Can Empty Office Towers Fix Toronto’s Housing Crisis?

Toronto has a housing crisis and a growing number of empty office buildings, so why don't we just turn them into apartments? On paper it sounds perfect. Cities in Europe have done it successfully, and even Calgary has started repurposing office stock into residential units. But in Toronto it's not that simple: outdated zoning laws, costly renovations, and the way these buildings are designed make conversions more trouble than they're worth. Office-to-housing conversions aren't the magic fix for Toronto's housing crisis that many people think they are.

What’s Happening

The pandemic forced companies to adapt to remote work, and many realized they didn't need expensive downtown office space anymore. Shopify is a prime example: they were set to anchor The Well with seven floors (348,000 sq ft) but announced a permanent shift to remote work in 2023 and put the space up for sub-lease.

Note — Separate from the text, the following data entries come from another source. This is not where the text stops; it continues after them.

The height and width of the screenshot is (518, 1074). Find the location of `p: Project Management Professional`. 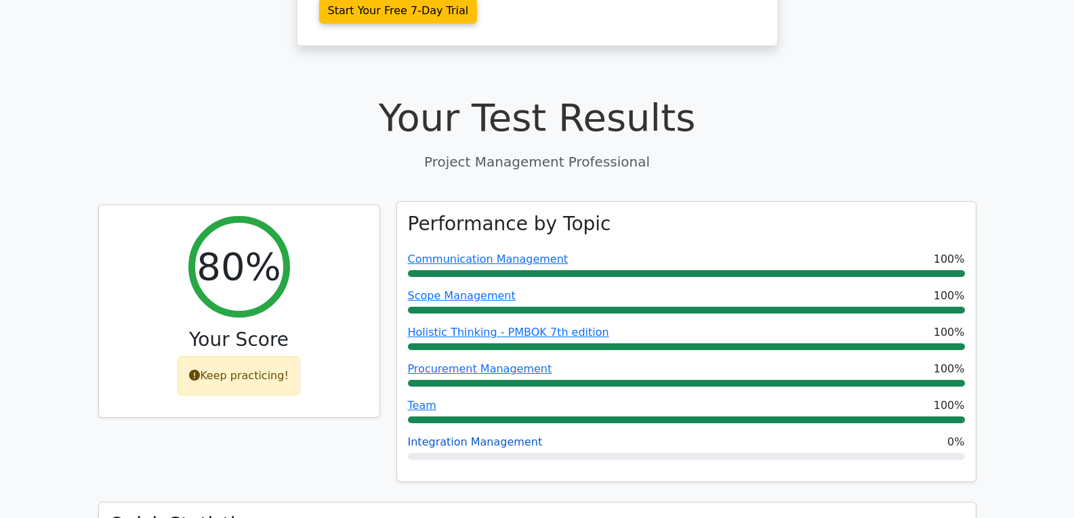

p: Project Management Professional is located at coordinates (537, 162).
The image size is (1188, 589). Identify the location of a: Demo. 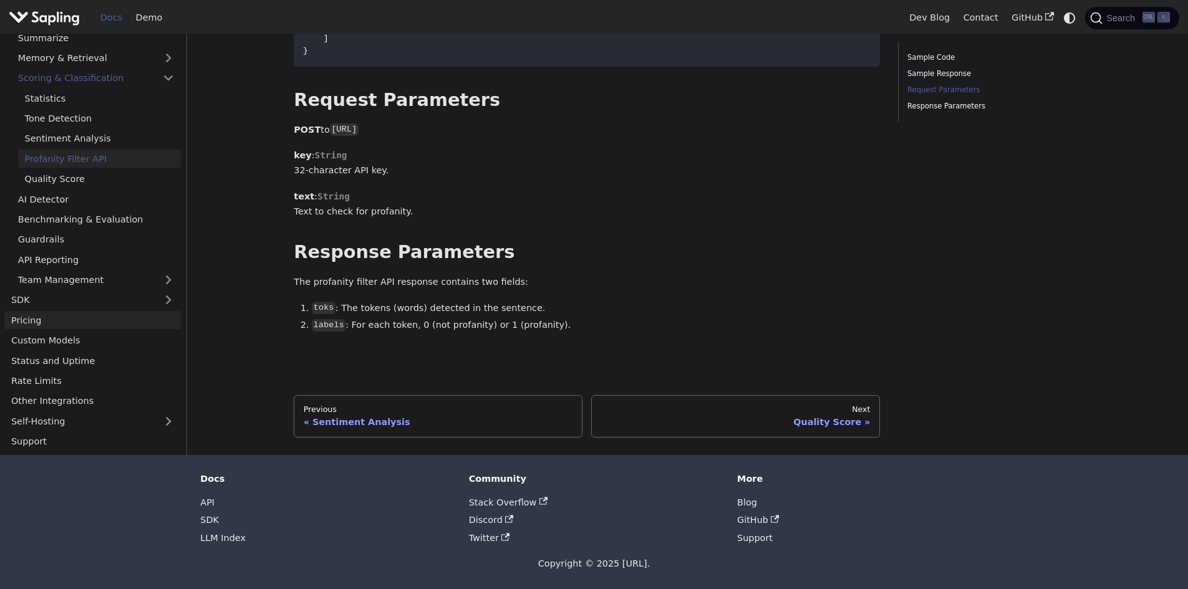
(149, 17).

Office vacancy rates in Toronto's downtown core hit 19% as of Q4 2024 according to Altus Group, compared to an all-time low of 2.5% in 2019 (over 7 times higher). Three major barriers make conversions nearly impossible in Toronto. First, zoning: Toronto has strict laws separating office from residential space, and applying for rezoning takes years. European cities have flexible mixed-use zoning that makes conversions way easier. Second, building design: most Toronto office towers have deep floor plates, meaning the central area is far from windows. Offices prioritize open floor plans and don't need natural light everywhere, but residential units do. Converting these spaces would leave large, dark interior sections that wouldn't be pleasant to live in, requiring developers to rework entire layouts, tear down sections, add internal courtyards, or completely redesign the structure. These are massive costs and logistical challenges. Third, cost and incentives: in Europe, governments provide grants and tax breaks to make conversions viable (Netherlands, Germany). Toronto has no significant financial support, so developers foot the bill for major renovations, and it's usually cheaper to tear down and build purpose-built residential from scratch. Many of Toronto's largest office towers are owned by institutional investors (Brookfield, Blackstone, Oxford, Cadillac Fairview owned entirely by Ontario Teachers' Pension Plan) who would rather hold onto properties and wait for office demand to return than sell at a loss.

Why it Matters

Calgary shows what's possible with the right support: their $100 million incentive program has already converted over 1.5 million sq ft of office space into 1,400 residential units across 11 projects, with a goal of 6 million sq ft by 2031 (they're already 25% there). Calgary recognized early that office demand wasn't bouncing back and stepped in with financial support. Their buildings are also easier to convert because they're not as large as Toronto's towers. But Toronto's office market is fundamentally different. While Calgary sees entire buildings sitting empty, Toronto's 19% vacancy is spread out across different floors in multiple buildings. For example, 121 King West and 145 King have 25-50% vacancy but aren't fully empty, making full-scale conversions difficult without displacing existing tenants. Even around King and Bay, RBC North Tower, Scotia Plaza, and Commerce Court West are seeing around 25% vacancy: scattered, not concentrated. This makes large-scale conversions far more complicated than in Calgary. Without faster zoning approvals, government incentives like tax breaks or subsidies to offset high conversion costs, and more adaptable office designs in future developments, office-to-housing conversions simply won't happen at any meaningful scale in Toronto.

My Take

This isn't a magic fix for Toronto's housing crisis. Office conversions could be part of the solution, but they won't happen at the scale we're seeing in Calgary. Toronto's zoning and approval process moves far too slowly, and even if we sped that up, there are fundamental issues: deep floor plates make most offices unsuitable for residential use without massive renovations, and vacancies aren't concentrated in a few buildings where you could do clean conversions. They're scattered across the city in buildings that are still partially occupied. The financials don't add up either. Without government incentives, it's cheaper to tear down and build new, and institutional investors who own most of these towers aren't in a rush to sell at a loss. They'll wait for office demand to return, even if that means keeping buildings half-empty. Calgary made it work because they recognized the problem early, threw $100 million at it, and their buildings are smaller and easier to convert. Toronto doesn't have that kind of proactive thinking or financial commitment. Could conversions work here in theory? Sure, if we had faster zoning approvals, real incentives, and buildings designed with adaptability in mind. But right now, none of those conditions exist. So while it sounds appealing, office-to-housing conversions are at best a band-aid solution, and more realistically, not a real option at all for Toronto's housing crisis.